1 Make your own Biodiesel Part 2
Leanna Rockwell edited this page 2025-01-11 22:13:38 +08:00


Anybody can make biodiesel. It's easy, you can make it in your kitchen area-- and it's BETTER than the petro-diesel fuel the huge oil business offer you. Your diesel motor will run much better and last longer on your home-made fuel, and it's much cleaner-- better for the environment and much better for health.

If you make it from utilized cooking oil it's not just inexpensive however you'll be recycling a bothersome waste product. Best of all is the GREAT feeling of freedom, independence and it will give you. Here's how to do it-- whatever you need to understand.

Straight grease fuel (SVO) systems can be a clean, effective and cost-effective option. Unlike biodiesel, with SVO you have to customize the engine. The very best way is to fit an expert singletank SVO system with replacement injectors and glowplugs optimised for veg-oil, as well as fuel heating.

With the German Elsbett single-tank SVO system for example you can use petro-diesel, biodiesel or SVO, in any combination. Just launch and go, stop and change off, like any other car. Journey to Forever's Toyota TownAce van utilizes an Elsbett single-tank system. More

There are also two-tank SVO systems which pre-heat the oil to make it thinner. You need to begin the engine on normal petroleum diesel or biodiesel in one tank and after that switch to SVO in the other tank when the veg-oil is hot enough, and switch back to petro- or biodiesel before you stop the engine, or you'll coke up the injectors.

More information on straight veggie oil systems in my blog.

3. Biodiesel or SVO?

Biodiesel has some clear benefits over SVO: it works in any diesel, with no conversion or modifications to the engine or the fuel system-- simply put it in and go. It also has much better cold-weather properties than SVO (however not as excellent as petro-diesel-- see Using biodiesel in winter). Unlike SVO,

it's backed by numerous long-lasting tests in many nations, consisting of millions of miles on the road.

Biodiesel is a tidy, safe, ready-to-use, alternative fuel, whereas it's reasonable to say that many SVO systems are still experimental and need further advancement.

On the other hand, biodiesel can be more expensive, depending how much you make, what you make it from and whether you're comparing it with brand-new oil or utilized oil (and depending on where you live). And unlike SVO, it needs to be processed initially.

But the big and quickly growing worldwide band of homebrewers don't mind-- they make a supply each week or once a month and soon get utilized to it. Many have actually been doing it for years.

Anyway you need to process SVO too, especially WVO (waste veggie oil, utilized, prepared), which many people with SVO systems utilize since it's inexpensive or complimentary for the taking. With WVO food particles and impurities and water should be eliminated, and it probably must be deacidified too. Biodieselers say, "If I'm going to have to do all that I might too make biodiesel rather." But SVO types discount that-- it's much less processing than making biodiesel, they state. To each his own.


#### INSTRUCTIONS TO FOLLOW
Retype exactly the lines from the one containing "please detect <b>human face</b> in the image." through the last line of the records below, including both, and leave out any pictures.
· · · · ·
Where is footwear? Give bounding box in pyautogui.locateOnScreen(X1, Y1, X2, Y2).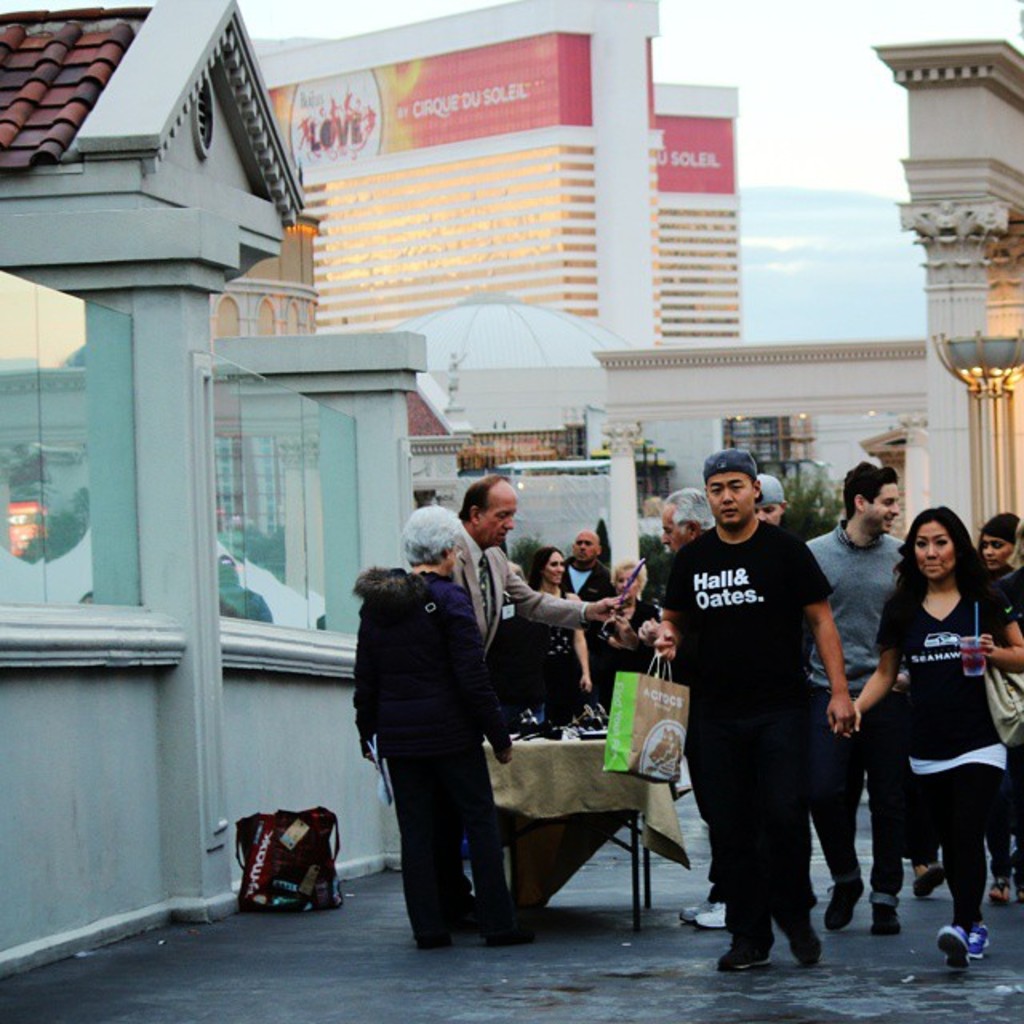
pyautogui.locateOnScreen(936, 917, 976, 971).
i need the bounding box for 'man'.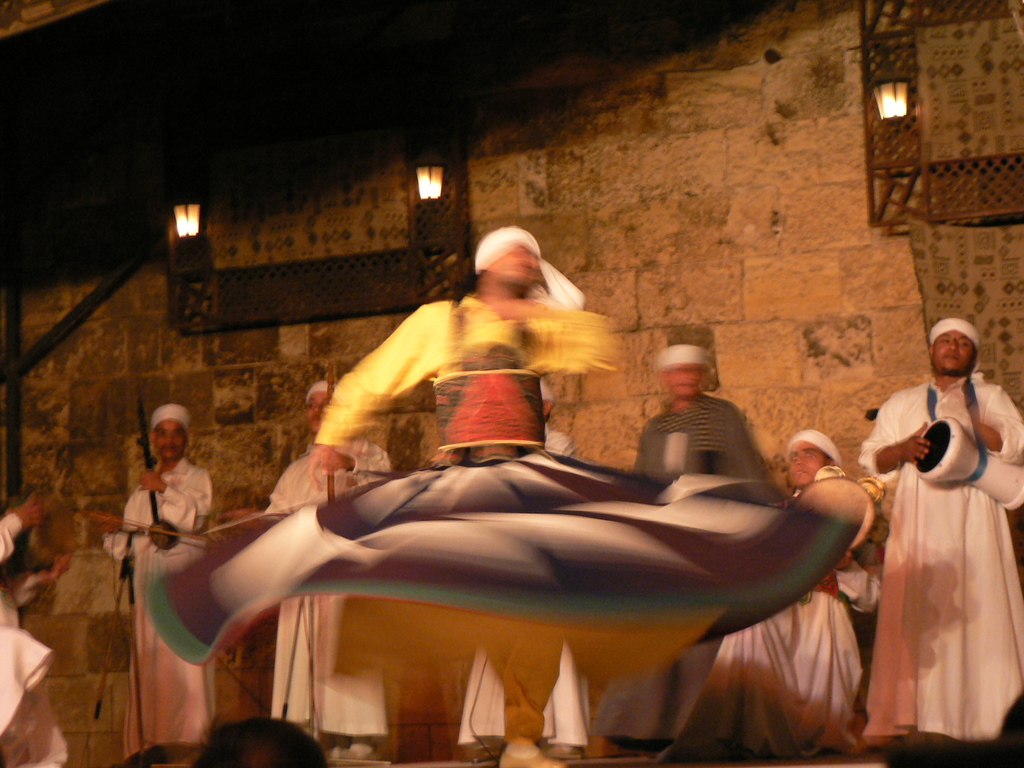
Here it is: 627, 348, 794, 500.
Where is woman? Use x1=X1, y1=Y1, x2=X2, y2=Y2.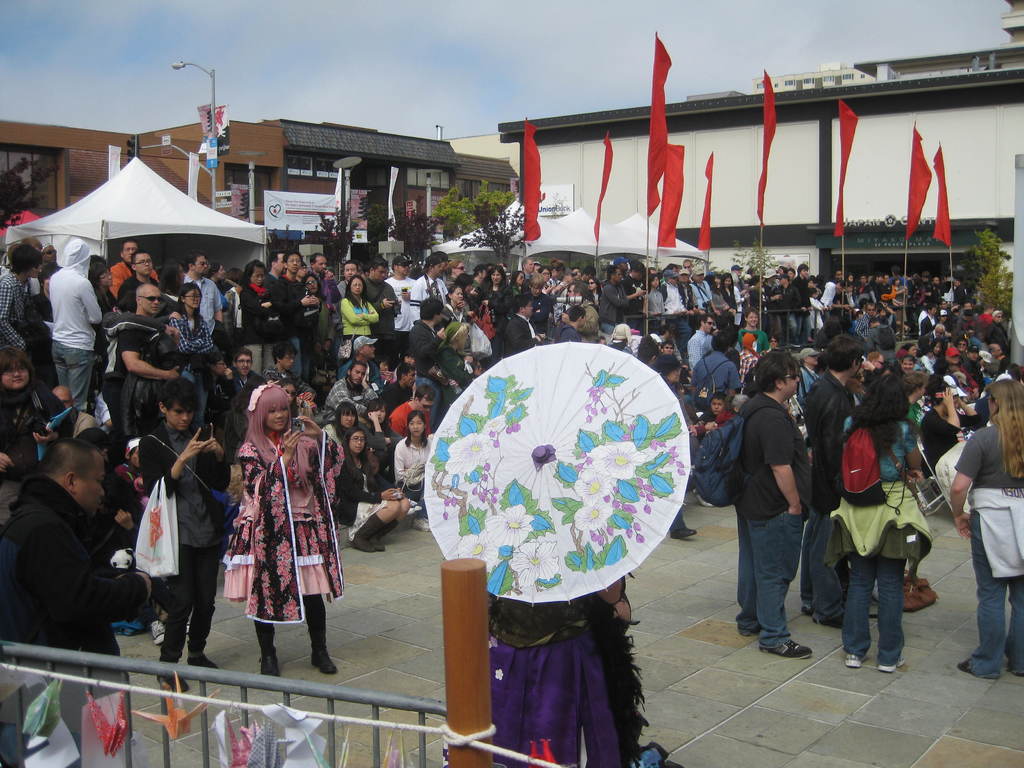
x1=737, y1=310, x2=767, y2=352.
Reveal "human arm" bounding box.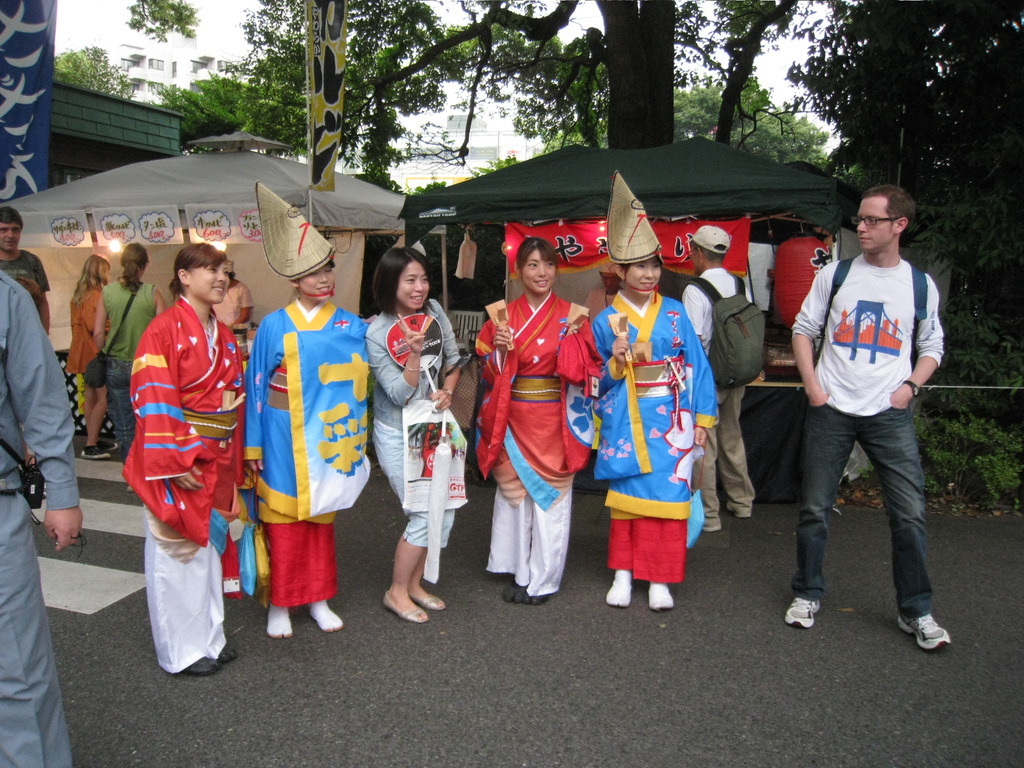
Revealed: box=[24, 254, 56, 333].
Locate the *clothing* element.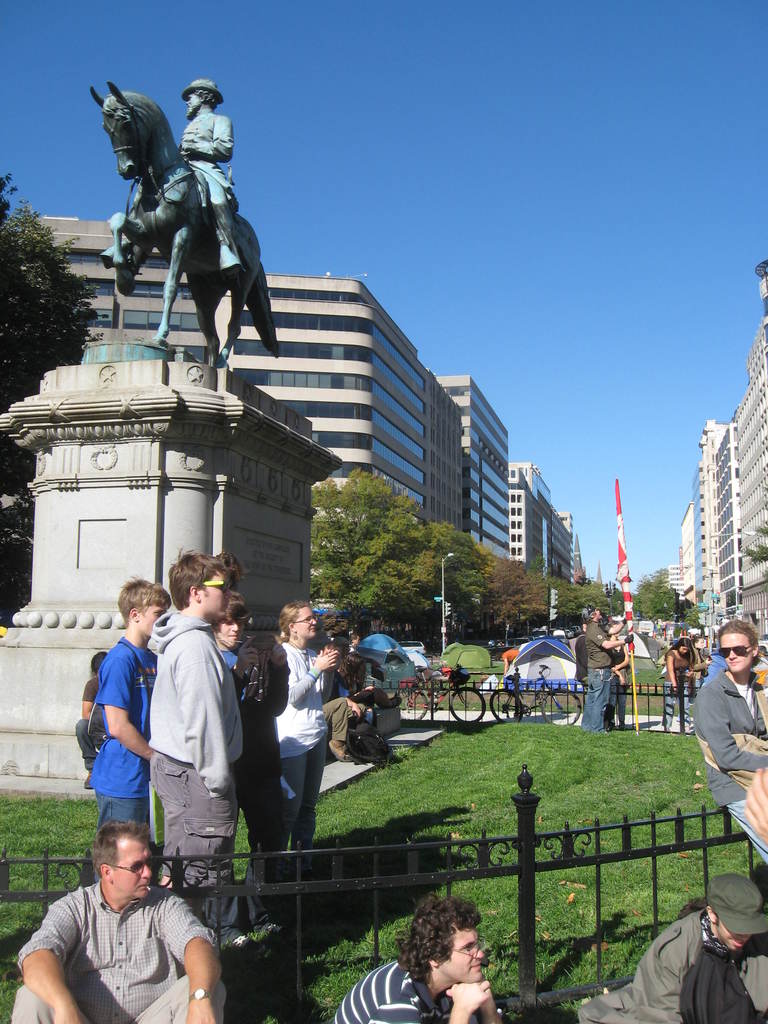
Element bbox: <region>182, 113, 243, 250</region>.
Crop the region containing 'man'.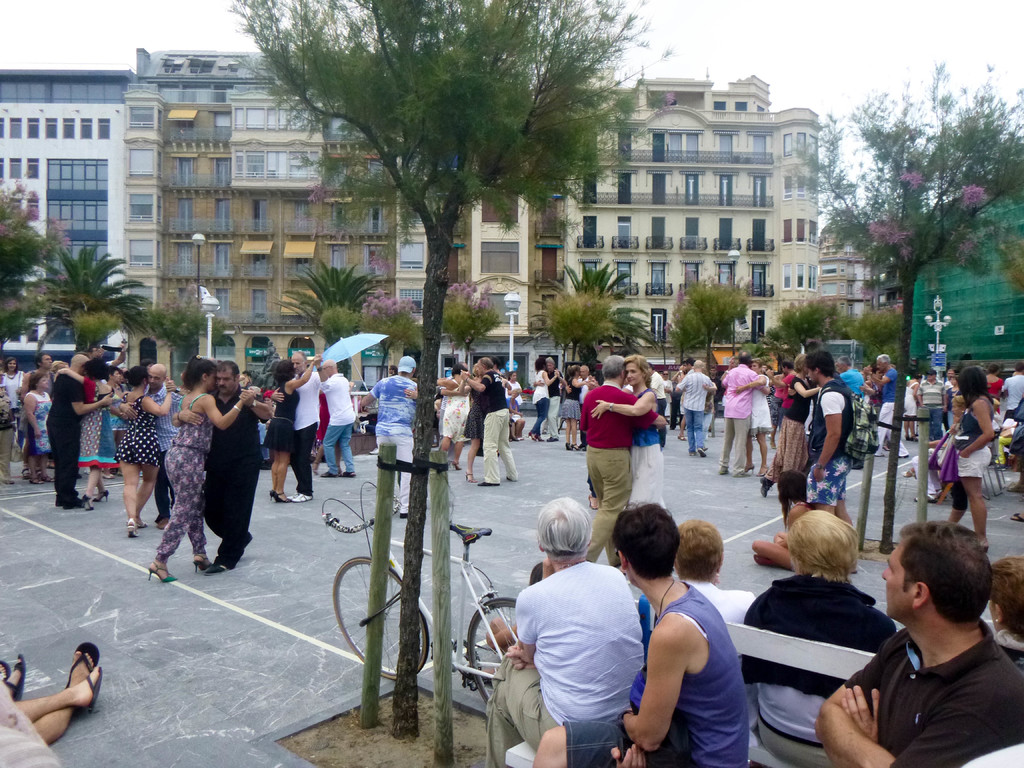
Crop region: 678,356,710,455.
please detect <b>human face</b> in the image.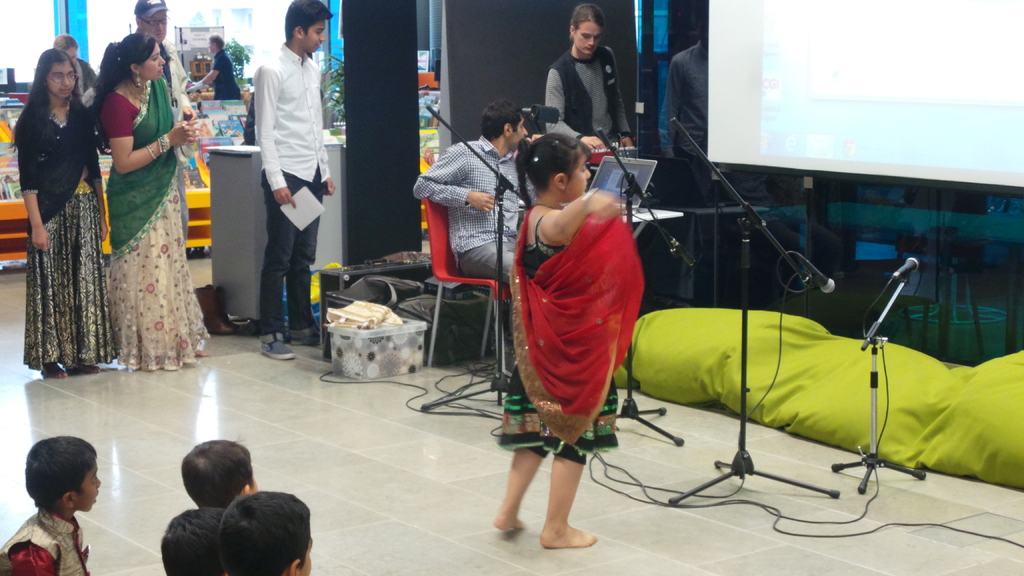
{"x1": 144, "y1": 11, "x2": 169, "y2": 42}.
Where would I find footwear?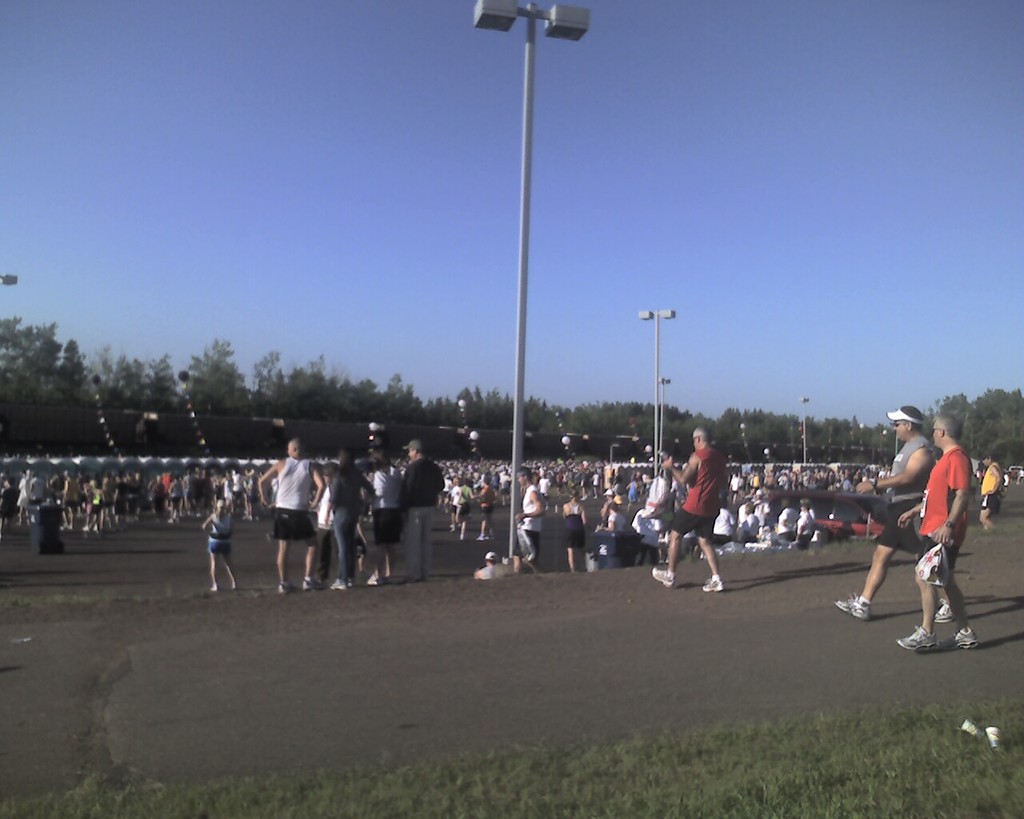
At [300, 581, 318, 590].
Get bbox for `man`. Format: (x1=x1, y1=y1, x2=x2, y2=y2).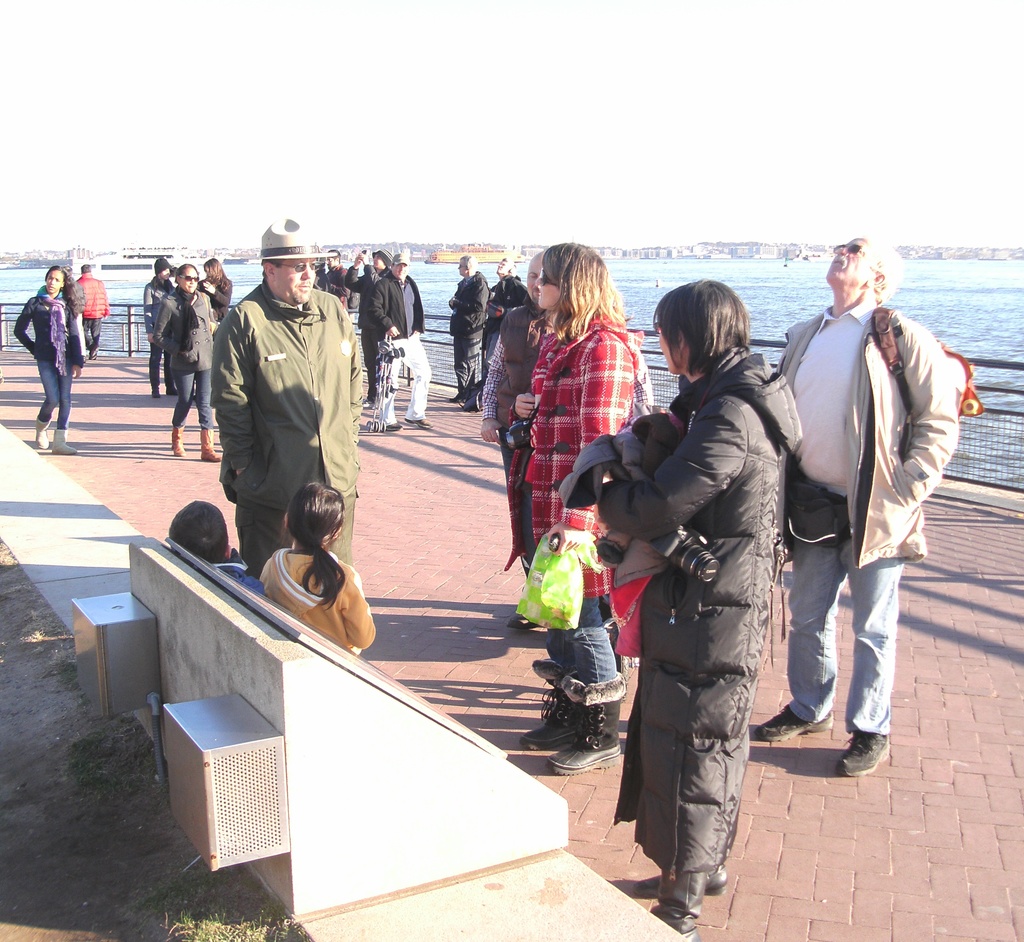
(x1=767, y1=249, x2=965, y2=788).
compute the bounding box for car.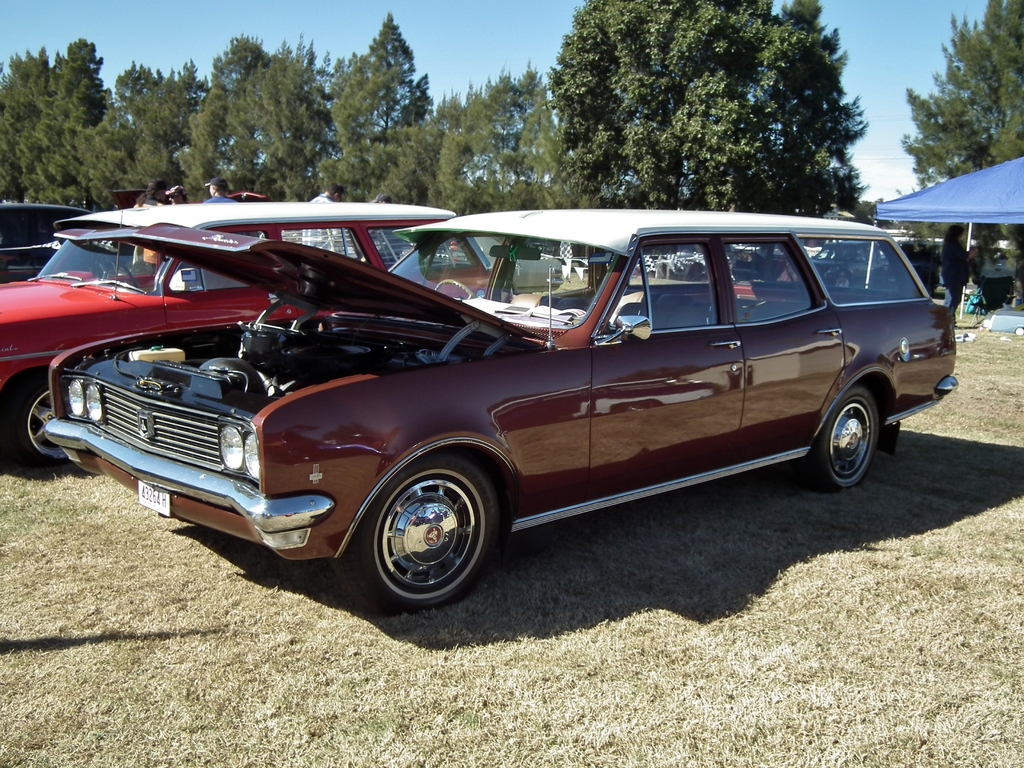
· · · · ·
#### WRITTEN REPLY
please detect <b>human face</b> in the image.
{"x1": 144, "y1": 11, "x2": 169, "y2": 42}.
Where would I find footwear?
At [300, 581, 318, 590].
Get bbox for `man`. Format: (x1=x1, y1=y1, x2=x2, y2=y2).
(x1=767, y1=249, x2=965, y2=788).
compute the bounding box for car.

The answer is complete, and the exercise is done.